By Andrew Grant - Paleontology
Fossils illustrate evolution of life
Paleontologist Donald Prothero takes readers through the evolution of life on Earth from the earliest oozes of goo to our recent relative Lucy.
- Animals
Stinkbugs are color conscious when it comes to their eggs
P. maculiventris moms control the color of their eggs, seemingly pairing darker eggs with darker surfaces.
- Animals
Stink bug moms are color conscious when it comes to their eggs
P. maculiventris moms control the color of their eggs, seemingly pairing darker eggs with darker surfaces.
- Animals
Social pecking order gives roosters something to crow about
Small groups of laboratory roosters keep to the rankings for orderly morning crows.
By Susan Milius - Paleontology
Sudden heat spikes did in Ice Age’s mammoth mammals
Abrupt warming and excessive hunting by ancient humans were responsible for the disappearance of many large mammals, including woolly mammoths, during Earth’s last glacial period.
- Paleontology
Museum fossil links snakes to lizards
Scientists have discovered the fossilized remains of the first four-legged snake.
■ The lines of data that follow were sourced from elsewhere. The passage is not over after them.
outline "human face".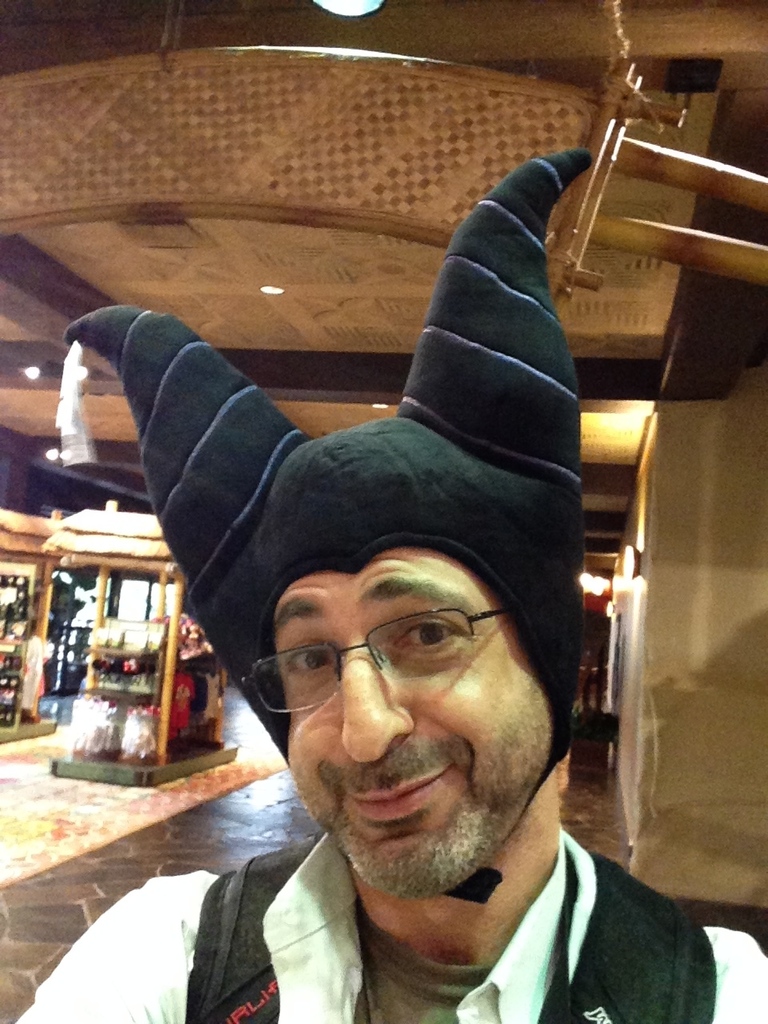
Outline: {"x1": 285, "y1": 546, "x2": 549, "y2": 898}.
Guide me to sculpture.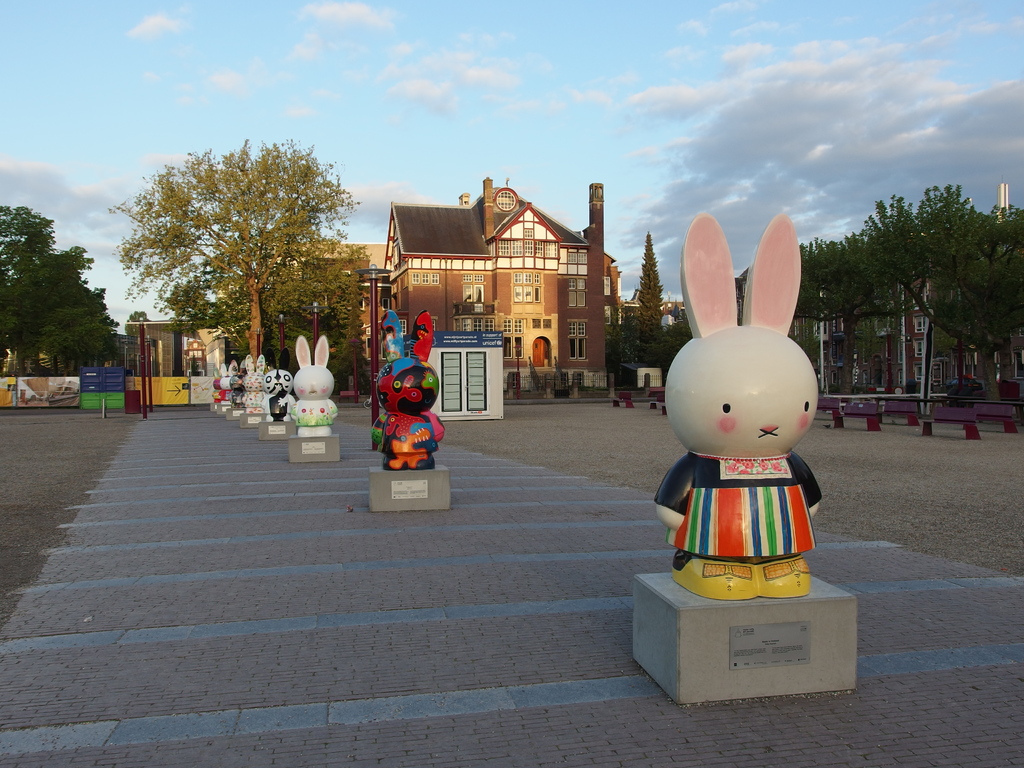
Guidance: {"x1": 232, "y1": 348, "x2": 272, "y2": 426}.
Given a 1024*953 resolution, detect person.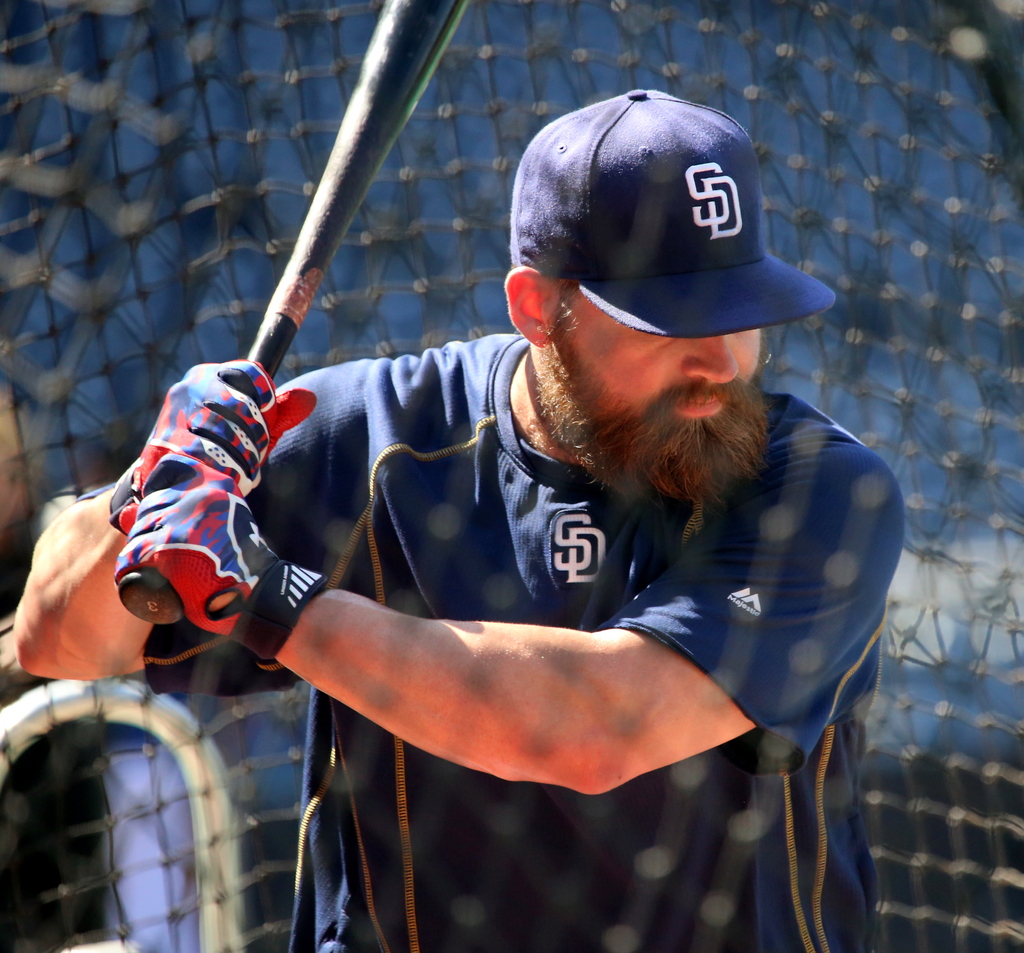
<box>0,92,926,952</box>.
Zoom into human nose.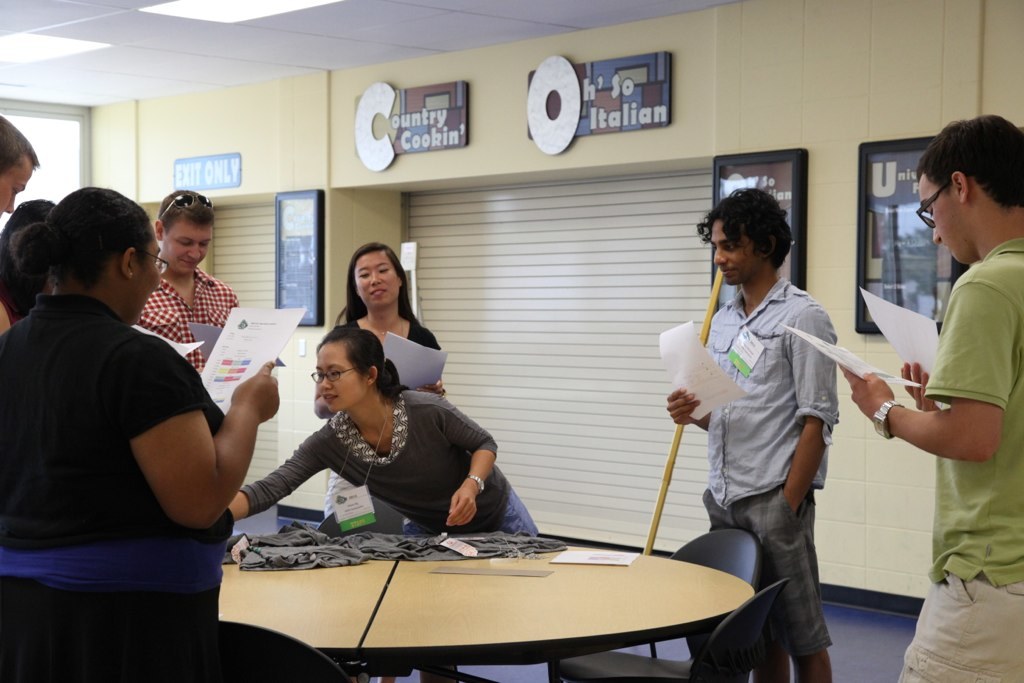
Zoom target: box=[714, 248, 727, 270].
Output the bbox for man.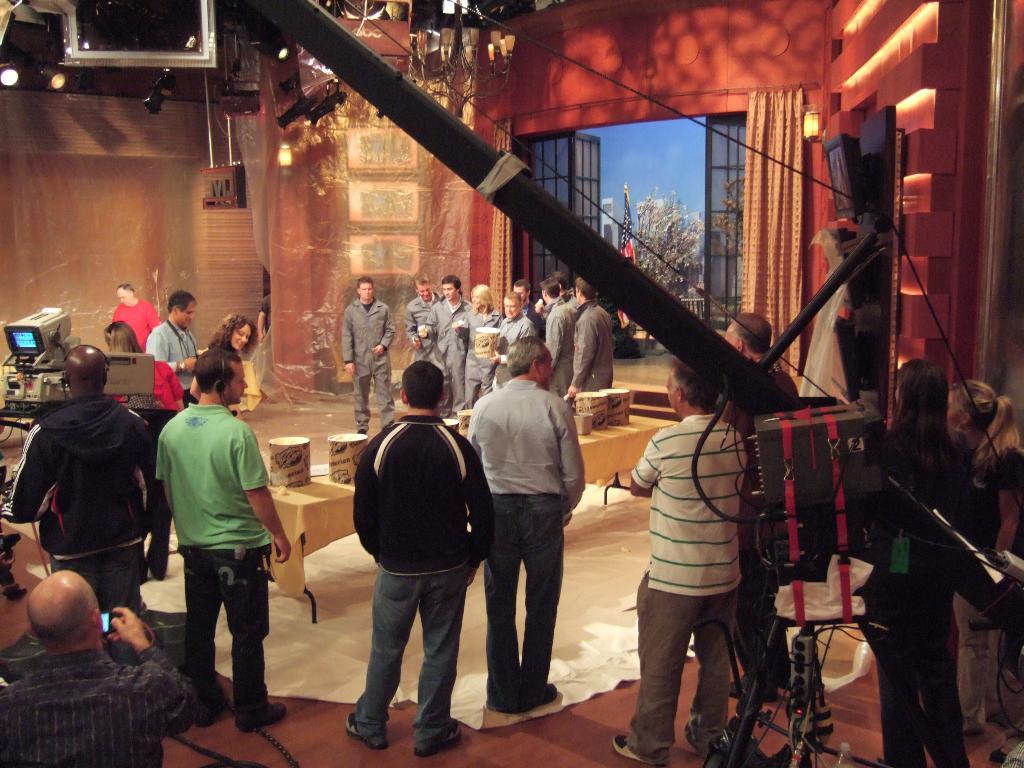
x1=408, y1=282, x2=445, y2=358.
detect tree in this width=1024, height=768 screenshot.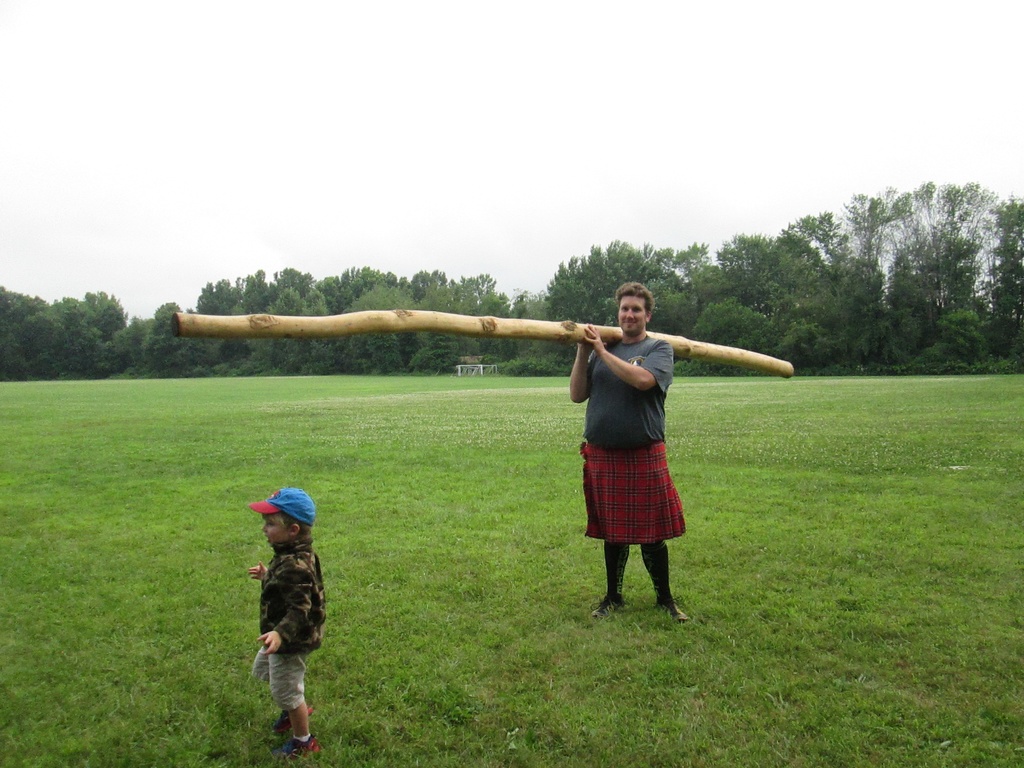
Detection: region(72, 288, 129, 344).
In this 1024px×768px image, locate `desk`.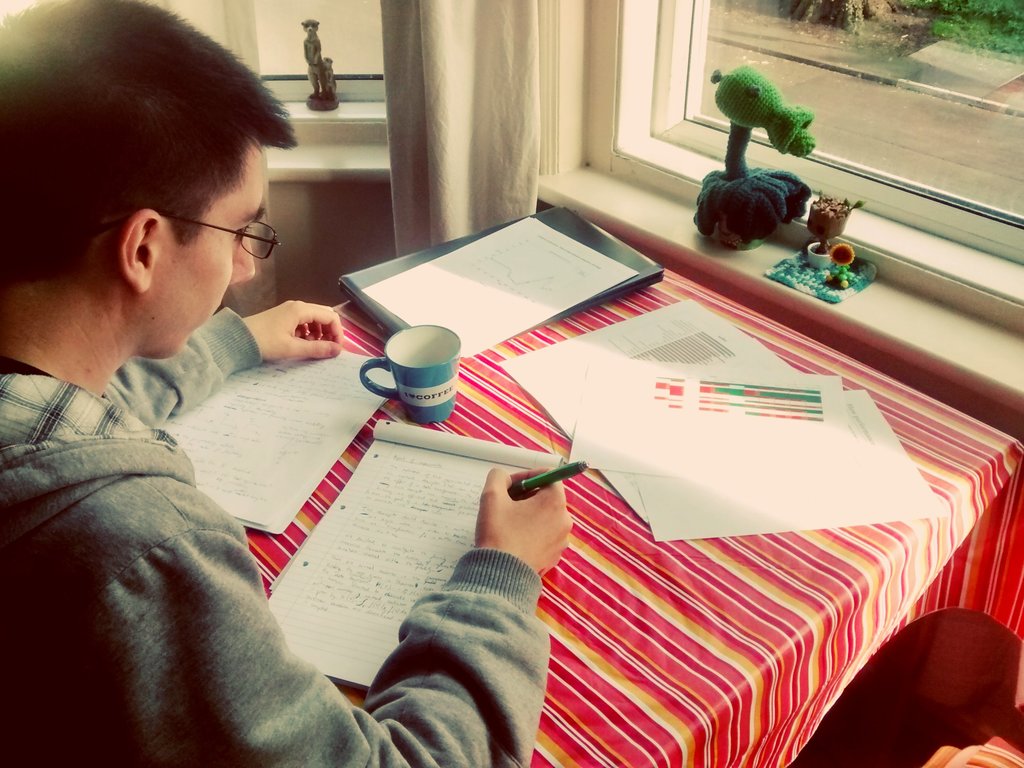
Bounding box: BBox(250, 298, 1017, 762).
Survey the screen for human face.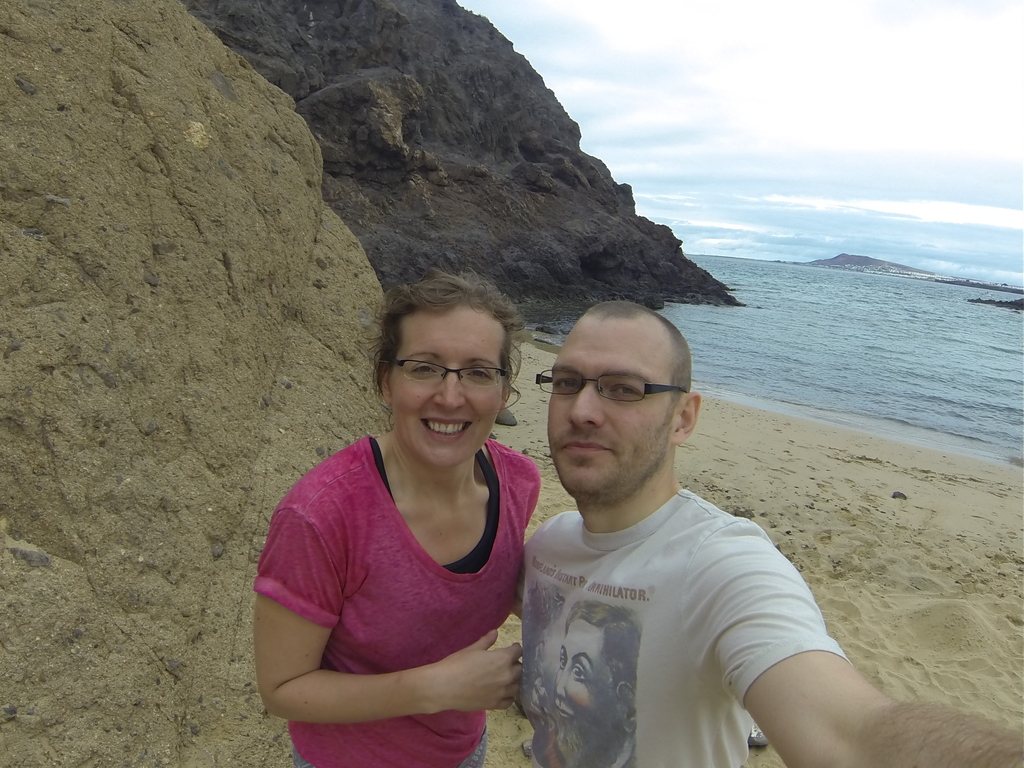
Survey found: {"x1": 388, "y1": 304, "x2": 504, "y2": 458}.
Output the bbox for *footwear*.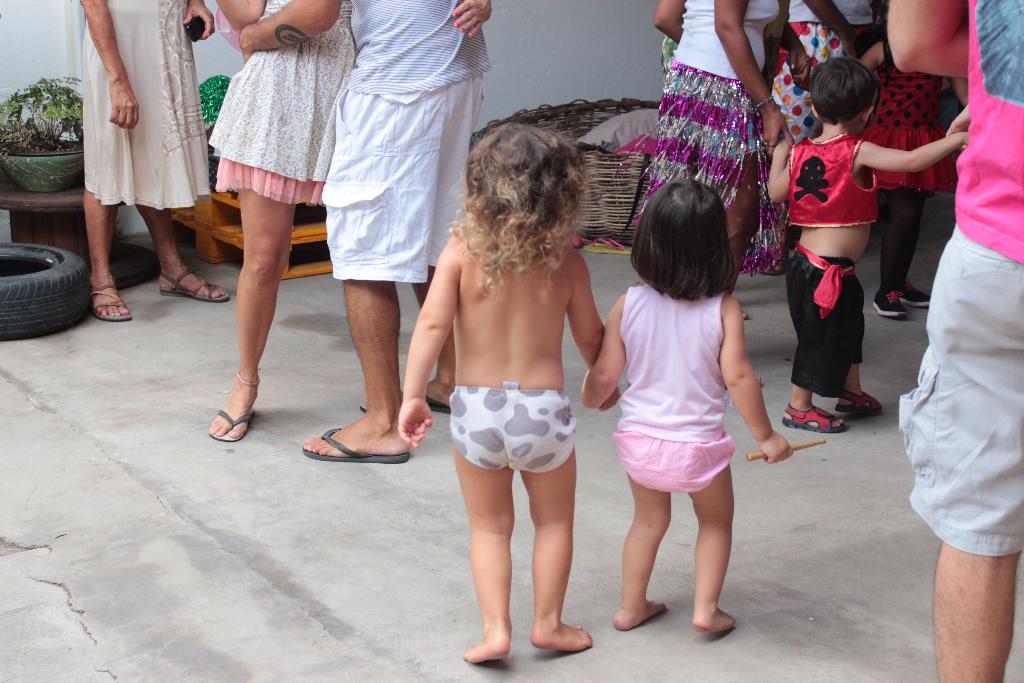
[x1=209, y1=407, x2=257, y2=443].
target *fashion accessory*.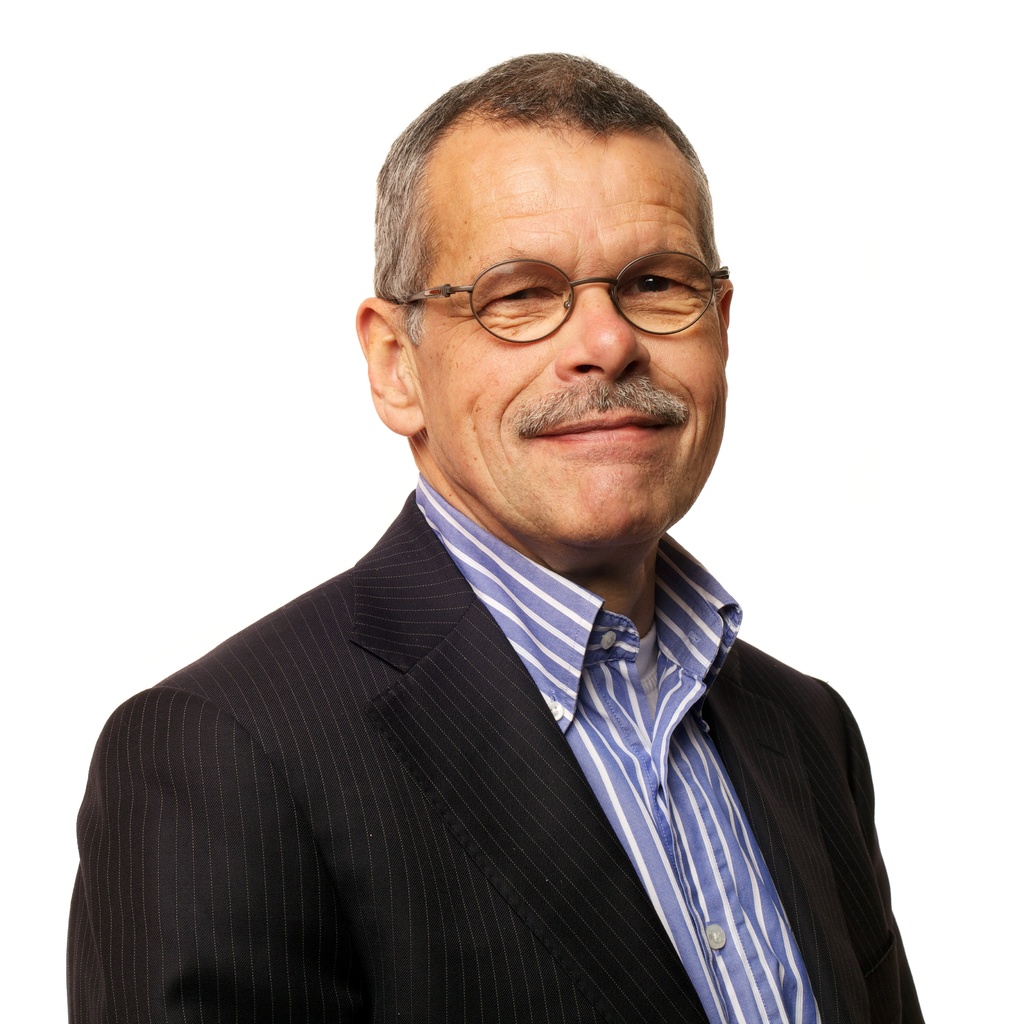
Target region: l=386, t=259, r=729, b=346.
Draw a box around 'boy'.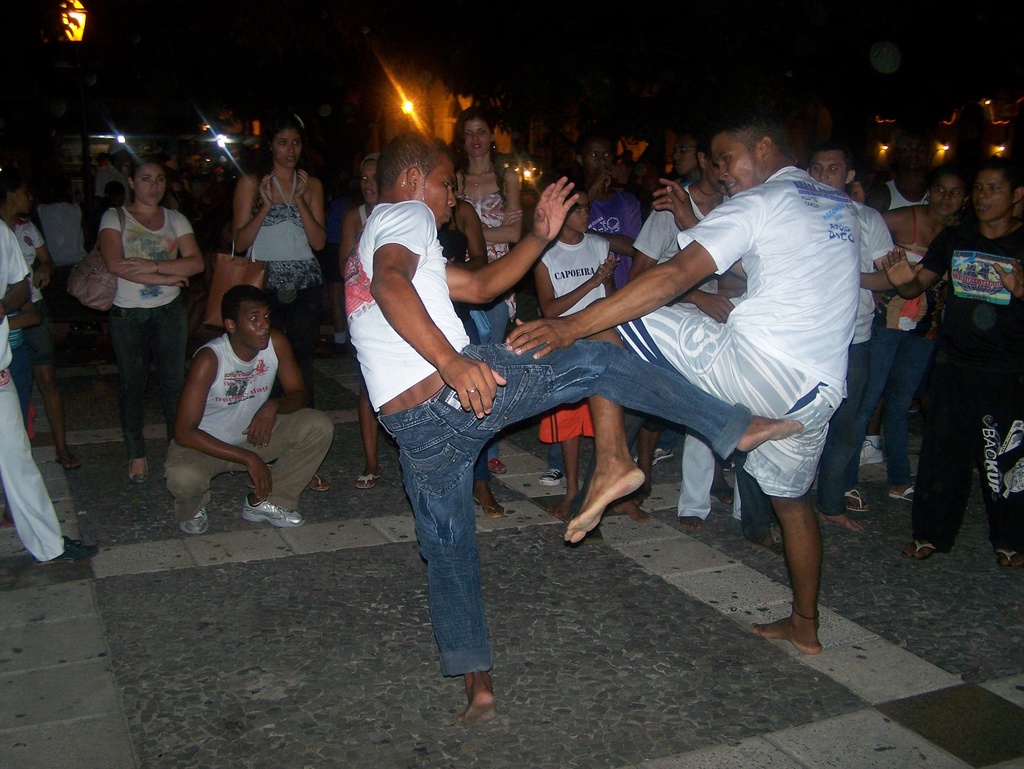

The fossil bridges the gap between snakes and lizards.
By Meghan Rosen - Life
Cells from grandma help keep fetus safe
Grandmother’s cells may watch over grandchildren in the womb.
- Animals
Boas kill by cutting off blood flow, not airflow
Boas actually kill by constricting blood flow of their prey, not suffocating them, as scientists previously suspected.
- Neuroscience
Boosting estrogen, only in the brain
Scientists have developed a chemical that transforms into the hormone estrogen in the brain, but not the body, of rats.
- Animals
Sea level rise threatens sea turtles
Sea level rise is causing coastal areas to be inundated with water. Even short periods of being wet can kill sea turtle eggs, a new study finds.
- Science & Society
Microbes may be a forensic tool for time of death
By using an ecological lens to examine dead bodies, scientists are bridging the gap between forensic science and the ecological concept of succession.